The silence after Nick spoke sounded very strange to Mae, and for a moment she could not work out why.

Then she realized that it would normally have been filled with Alan’s soft laugh, loving if not always approving, and making Nick’s humor seem less grim to everyone else.

The silence continued until Jamie spoke again.

“Do you remember Seb McFarlane, Nick?”

“Yeah,” Nick answered warily.

“What did you think of him?”

“You’re lucky I remember his name,” Nick said. “Expecting me to have an actual opinion on the guy is going too far. Is he why you’re being all quiet?”

Jamie was quiet some more.

“I’ll deal with him,” Nick said at length.

The offer was so unexpected that Jamie straightened from his sullen slouch as sharply as if someone had just applied a jolt of electricity to his spine.

“I don’t want you killing anyone for me!”

When Nick pulled over Mae thought for a second he was angry, and then she realized they had reached their destination.
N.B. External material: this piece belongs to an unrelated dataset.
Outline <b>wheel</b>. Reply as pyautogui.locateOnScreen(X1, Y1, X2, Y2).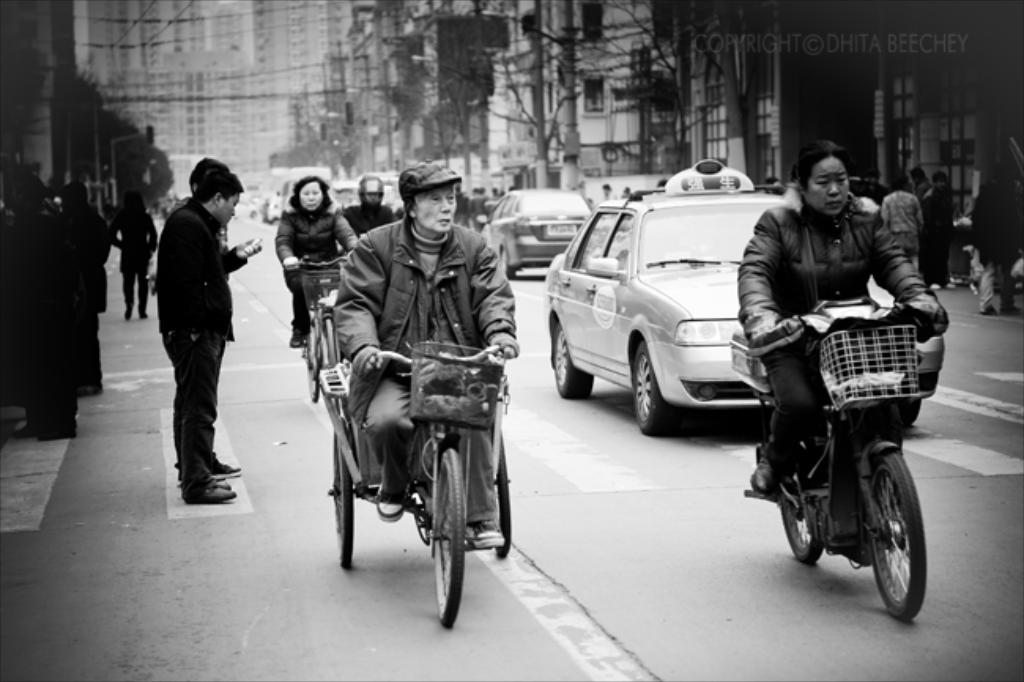
pyautogui.locateOnScreen(780, 430, 829, 567).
The graveyard was close to home, on the edge of the St Leonard’s district where Mae lived. It was set in sunken ground on the left of the road, and they had to pass it and park in someone else’s drive. There was a stone gargoyle set in the side of the house, looking with solemn surprise over at a red-brick rise of flats.

Mae twisted her head and looked out of the back window. Tucked between road and graveyard there was an alley that contained bricks, dustbins, and several waiting magicians.

“I’m not going to kill anyone.” Nick turned off the car engine and then slid a cool, amused glance back at Jamie. “Well,” he said, and smiled slowly. “Not for you.”